The Member of Parliament for Old Tafo, for instance cited the failure of government to remit workers contributions to the pensions fund as stipulated under the Pensions Act as one of the reasons why the budget should not be approved.
According to him, information available to him suggests that the government has not transferred the deducted amount into the appropriate kitty since the beginning of 2014. This, he said, is a violation of the Pensions Act.
The Pensions Act stipulates that if an employer fails to transfer workers’ contributions within 14 days from the end of each month it would be liable to a 3% penalty.
Early this month, Joy News intercepted a report by the National Pensions Regulatory Authority (NPRA) to Parliament revealing that government through the Controller and Accountant General has failed to transfer more than 200 million cedis of workers’ pension contributions to the designated Bank of Ghana account.
Dr. Akoto Osei also argued that the budget should not be approved because the government failed to achieve all the targets it set for itself in 2014.
The MP decried the rising inflation and the increasing public debt and appealed to his colleagues to reject the budget many have described as an austere budget. For 2014, the government predicted an inflation target of 9.5 percent, plus or minus 2 percentage points.
Government also targeted economic growth of 8 percent in 2014 as well as to trim its budget deficit to 8.5 percent of gross domestic product.
But the Ghana Statistical Service announced that inflation for October 2014 has hit 16.9
The development, according to them, has shot up the country’s current public debt stock from GH¢51.6 billion in December 2013 to GH¢58 billion.
The Minority Spokesperson on Finance, Dr. Anthony Akoto Osei, told journalists at a news conference in Parliament House yesterday, that the huge debt “does not include the entire $3 billion China Development Bank (CDB) facility, and even the $1 billion Euro bond the country recently borrowed from the capital market.
“This means that today, every Ghanaian owes GH¢2,150. We are borrowing at a rate of GH¢2 billion every month,” he reiterated. He lamented that the public debt had progressively risen from GH¢9.56 billion in 2008 to the current GH¢58 billion, which is an increase of over 510% in 5½ years, emphasising that “the debt to Gross Domestic Products (GDP) ratio is about 58% today.”
The Mills–Mahama administration inherited a total public debt of $8billion, the equivalent then of GH¢9.5billion, at the beginning of 2009″. The figure, he continued, represented 33% of GDP. “Within 5½ years, this debt has escalated to GH¢58 billion, which is more than 4½ times, or, indeed, [a] 510% increase in debt stock over 5½ years.
“Inflation for August, meanwhile, was 15.9%. It has been on the upward swing since January. Inflation is no longer in single digit, and the nation has been spared the cacophony associated with it, instead of concentrating on relevant matters,” Dr. Osei noted.
Growth And Cedi Woes
He noted: “The GDP growth rate, which was inherited by Kufuor, was 3.7%. In 2001, the GDP grew at 4.2%. In 2002, it grew at 4.5%, rising to 5.2% in 2003, and to 5.6% in 2004. It rose to 5.9% in 2005; 6.4% in 2006; 6.3% in 2007 and to 7.3% in 2008, which later became 8.4% after the rebasing of the economy.
“This steady growth happened without the benefit of crude oil exports. This is how a really sound economic growth aggregate looks like.” However, Dr. Osei said if one was to consider the full set of economic aggregates that constitute what was properly called economic fundamentals, then the facts cannot be distorted.
He further told the journalists that the cedi depreciated by 17.6% in the first quarter alone this year, compared with a depreciation of 1.1% in the first quarter last year. “As at the end of August 2014, the cedi had depreciated by some 40% since December 31, 2013. The second worst performing currency in the world this year!!
“In the eight-year administration under President Kufuor the cedi, from GH¢0.72 – GH¢1.1 to $1, depreciated by 53%. Less than 6 years into the NDC administration, the cedi has depreciated by 245.5%, and still counting,” he stressed.
On interest rates, which now hover around 30%, Dr. Akoto Osei stressed the country’s gross international reserves in months of imports had dwindled to 2.2 months of imports, and the net reserve was for just seven days; its trade deficit was now well over $4 billion; the fiscal deficit was 10.8% in 2013 or about GH¢12 billion.
This was against the target of 9.0%. The fiscal deficit was 11.8% of GDP in 2012, against the target of 6.7%; our current account deficit in 2013 was 12.8% of GDP, or $5.7 billion (i.e. GH¢17 billion); it was $4.9 billion in 2012.
In 2011, the nation’s trade deficit was $3.1 billion; it escalated to $4.2 billion in 2012, and in 2013 it hit $4.1 billion. The worsening balance of trade position contributed to the massive current account deficit of $5.8 billion in 2013, the Minority MPs stated.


* _ACTIVITY_
Start at the line with "Detect and localize" and print every line through the end of the material below. Keep it exact and free of pictures.

* _DATA UNDER STUDY_

Content starts

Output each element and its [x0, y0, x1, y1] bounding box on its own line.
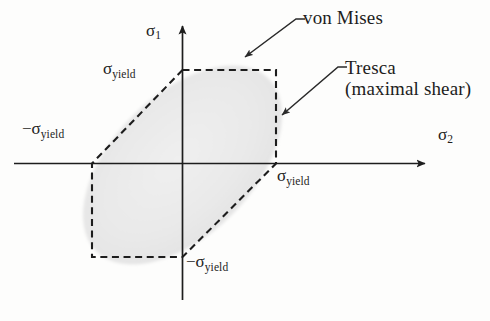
annotation-von-mises: von Mises — [303, 8, 383, 29]
yield-surface-figure: σ1 σ2 σyield σyield −σyield −σyield von … — [0, 0, 490, 321]
tresca-leader — [282, 67, 347, 115]
sigma-2-subscript: 2 — [447, 133, 453, 145]
annotation-tresca-line1: Tresca — [345, 58, 471, 79]
tick-label-sigma-yield-right: σyield — [277, 167, 310, 187]
sigma-symbol: −σ — [22, 119, 41, 138]
tick-label-sigma-yield-top: σyield — [103, 60, 136, 80]
sigma-1-subscript: 1 — [155, 29, 161, 41]
sigma-subscript: yield — [205, 261, 229, 273]
tick-label-negative-sigma-yield-bottom: −σyield — [186, 253, 228, 273]
sigma-symbol: σ — [103, 59, 112, 78]
sigma-1-symbol: σ — [146, 21, 155, 40]
sigma-subscript: yield — [286, 175, 310, 187]
sigma-symbol: σ — [277, 166, 286, 185]
diagram-canvas — [0, 0, 490, 321]
sigma-2-symbol: σ — [438, 125, 447, 144]
annotation-von-mises-line1: von Mises — [303, 7, 383, 28]
von-mises-leader — [245, 19, 305, 57]
sigma-1-axis-label: σ1 — [146, 22, 161, 42]
annotation-tresca: Tresca (maximal shear) — [345, 58, 471, 99]
sigma-subscript: yield — [41, 128, 65, 140]
sigma-subscript: yield — [112, 68, 136, 80]
annotation-tresca-line2: (maximal shear) — [345, 79, 471, 100]
tick-label-negative-sigma-yield-left: −σyield — [22, 120, 64, 140]
sigma-symbol: −σ — [186, 252, 205, 271]
sigma-2-axis-label: σ2 — [438, 126, 453, 146]
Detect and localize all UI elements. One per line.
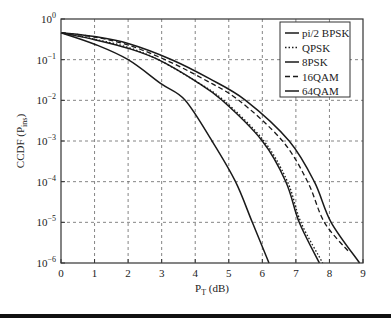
y-tick-label: 10−3 [36,133,56,147]
x-tick-label: 5 [226,267,232,279]
x-tick-label: 8 [327,267,333,279]
x-tick-label: 6 [260,267,266,279]
x-axis-title: PT (dB) [195,282,229,297]
x-tick-label: 0 [58,267,64,279]
legend-label: pi/2 BPSK [302,27,349,39]
x-tick-label: 2 [125,267,131,279]
y-tick-label: 10−6 [36,255,56,269]
y-tick-label: 10−5 [36,214,56,228]
legend-label: 8PSK [302,56,328,68]
y-tick-label: 10−2 [36,92,56,106]
x-tick-label: 1 [92,267,98,279]
x-tick-label: 4 [192,267,198,279]
y-tick-label: 10−4 [36,174,56,188]
legend-label: QPSK [302,42,330,54]
legend-label: 16QAM [302,71,339,83]
legend: pi/2 BPSKQPSK8PSK16QAM64QAM [280,22,350,97]
ccdf-chart: 0123456789 10010−110−210−310−410−510−6 P… [0,0,391,318]
series-pi-2-bpsk [61,33,269,263]
x-tick-label: 3 [159,267,165,279]
x-tick-label: 9 [360,267,366,279]
bottom-border [0,314,391,318]
y-tick-label: 10−1 [36,52,56,66]
legend-label: 64QAM [302,85,339,97]
x-axis-ticks: 0123456789 [58,259,366,279]
y-tick-label: 100 [41,11,56,25]
y-axis-title: CCDF (Pins) [14,114,29,169]
x-tick-label: 7 [293,267,299,279]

Content ends

* _RESPONSE TO THIS EXERCISE_
Detect and localize all UI elements. One per line.
y-tick-label: 10−3 [36,133,56,147]
x-tick-label: 5 [226,267,232,279]
x-tick-label: 8 [327,267,333,279]
x-tick-label: 6 [260,267,266,279]
x-axis-title: PT (dB) [195,282,229,297]
x-tick-label: 0 [58,267,64,279]
legend-label: pi/2 BPSK [302,27,349,39]
x-tick-label: 2 [125,267,131,279]
y-tick-label: 10−6 [36,255,56,269]
y-tick-label: 10−5 [36,214,56,228]
legend-label: 8PSK [302,56,328,68]
y-tick-label: 10−2 [36,92,56,106]
x-tick-label: 1 [92,267,98,279]
x-tick-label: 4 [192,267,198,279]
y-tick-label: 10−4 [36,174,56,188]
legend-label: QPSK [302,42,330,54]
legend-label: 16QAM [302,71,339,83]
legend: pi/2 BPSKQPSK8PSK16QAM64QAM [280,22,350,97]
ccdf-chart: 0123456789 10010−110−210−310−410−510−6 P… [0,0,391,318]
series-pi-2-bpsk [61,33,269,263]
x-tick-label: 3 [159,267,165,279]
x-tick-label: 9 [360,267,366,279]
bottom-border [0,314,391,318]
y-tick-label: 10−1 [36,52,56,66]
legend-label: 64QAM [302,85,339,97]
x-axis-ticks: 0123456789 [58,259,366,279]
y-tick-label: 100 [41,11,56,25]
y-axis-title: CCDF (Pins) [14,114,29,169]
x-tick-label: 7 [293,267,299,279]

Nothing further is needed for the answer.